5 Essential Skills Construction Project Managers Need Today

Construction Project Managers

Construction project managers are faced with more complexity than ever with tighter budgets, aggressive timelines, multiple stakeholders and higher safety standards. The industry needs leaders who are well-rounded professionals, people who can lead across trades and disciplines.

In this article, we’ll show you the five must-have skills for modern construction project managers and explain how the PMI Construction Professional (PMI-CP)™ certification helps you build them. That’s a certificate designed to close real-world skill gaps in construction project delivery. It’s complementary to project management training because it focuses specifically on the construction aspects of project work.

1. Communication and collaboration across trades

The first essential skill is communication and collaboration across trades. Construction projects rely on coordination between designers, engineers, trades, suppliers and clients. Miscommunication can result in delays and rework, adding cost and time to the build.

However, it’s easier said than done! In the field, you’ll face conflicting priorities, unclear updates, and inconsistent reporting, none of which helps the team work effectively together. As construction project managers, a big part of your role is working out how to help individuals and different contractors work together as an efficient and productive team.

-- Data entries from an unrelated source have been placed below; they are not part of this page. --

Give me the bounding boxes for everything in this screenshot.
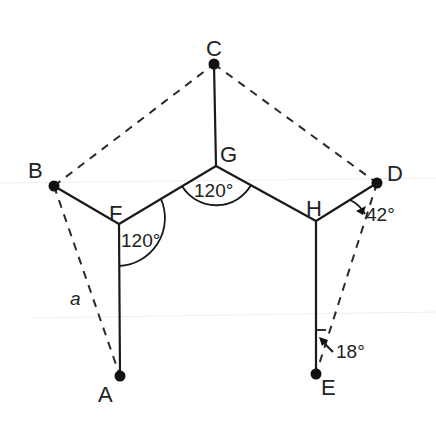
angle-label-F: 120° [121, 230, 160, 251]
side-label-a: a [70, 288, 81, 309]
angle-label-D: 42° [366, 204, 395, 225]
geometry-diagram: A B C D E F G H a 120° 120° 42° 18° [0, 0, 436, 426]
solid-segment-FA [119, 224, 120, 376]
point-B [49, 181, 60, 192]
point-E [311, 369, 322, 380]
dashed-segment-BC [54, 64, 214, 186]
label-B: B [28, 158, 43, 183]
label-G: G [220, 142, 237, 167]
label-F: F [109, 201, 122, 226]
angle-label-G: 120° [194, 180, 233, 201]
label-H: H [306, 196, 322, 221]
label-A: A [98, 382, 113, 407]
label-C: C [206, 36, 222, 61]
solid-segment-GC [214, 64, 216, 166]
angle-label-E: 18° [336, 341, 365, 362]
label-D: D [387, 161, 403, 186]
scan-line [30, 312, 436, 318]
point-D [372, 178, 383, 189]
dashed-segment-CD [214, 64, 377, 183]
label-E: E [321, 375, 336, 400]
point-A [115, 371, 126, 382]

The PMI-CP module on construction project communications focuses on stakeholder alignment, clear reporting, and cross-discipline communication. It will show you how to establish effective communication plans for diverse teams.

2. Risk identification and mitigation

Next: construction project managers can’t do a good job without being able to identify and mitigate risk. This is covered in all good project management training, including our flagship courses. There are some specific construction angles that you’ll have to consider if your projects are in the built environment. For example, weather delays, cost overruns, contract disputes and safety issues can all derail delivery.

In our experience, there’s a bit of a skill gap here. Many site managers rely on gut feeling rather than structured risk processes. In the PMI-CP module that covers construction risk management, you’ll learn what tools are best for proactive risk planning, scenario analysis and mitigation strategies.

3. Contract negotiation and management

The third skill we feel site leaders should focus on is contract negotiation and contract management. Contracts define scope, relationships and payment terms but poorly managed ones cause delays and legal issues.

A challenge we see from time to time is that construction project managers often inherit contracts or work with multiple vendors using different terms. That can make the day-to-day management of relationships and deliverables difficult – there’s a lot to hold in your head so structured systems really help here!

There’s a PMI-CP module that covers the aspects of contract management you need to know, like the contract lifecycle, negotiation basics, change orders and dispute resolution. Even if you have a contracts manager on site, you’ll still need to know how to read contracts and manage the relationships with subcontractors and suppliers within the boundaries of the agreements.

4. Safety leadership

When you think of top skills for project managers, safety might not be one of the first that comes to mind. However, in the world of construction, keeping your build site safe is one of the most important things you can do.

Construction is a high-risk environment. One lapse in safety culture can result in injury, fines or project shutdown. It’s not about ticking the box to say you are compliant. It’s about embedding a culture of accountability and visible leadership…and that starts with you.

This is a particular aspect of construction project management that you’ll find most general project management training does not cover. As a leader, you’ll want to bring safety into the way you lead and the ways of working for the site – taking it beyond the checklist mentality to something that’s truly lived every day. That includes proactive safety planning, leading by example and stakeholder buy-in to safer working practices.

5. Budget control and scheduling

Finally – although we’re sure your clients and stakeholder wouldn’t put this last on the list – budget management, control and scheduling. Cost overruns and timeline slippage are the most common project failures and often interrelated. A delay to the build will incur additional cost. Change orders, unknowns in site conditions, and material price fluctuations can all make it difficult to keep your finances under control in the way that you would like.

The PMI-CP construction scope and change order module will give you some specific insights into handling scope management in built environment projects. To be successful in your role, you’ll need to know how to manage baselines, forecast costs and control schedules using industry-tested tools.

Closing the skill gaps in construction project management

The five core skills we’ve looked at above map to real needs in the industry to extend project management training beyond what works for most people in most situations to specific construction approaches. Don’t get us wrong: you need to start off with a good understanding of project management best practice, and skills like earned value management will put you in a good position to monitor project performance.

When you’re ready to deepen your knowledge and continue your professional development, these are the skills we would recommend you focus on in your career as a construction project manager and leader.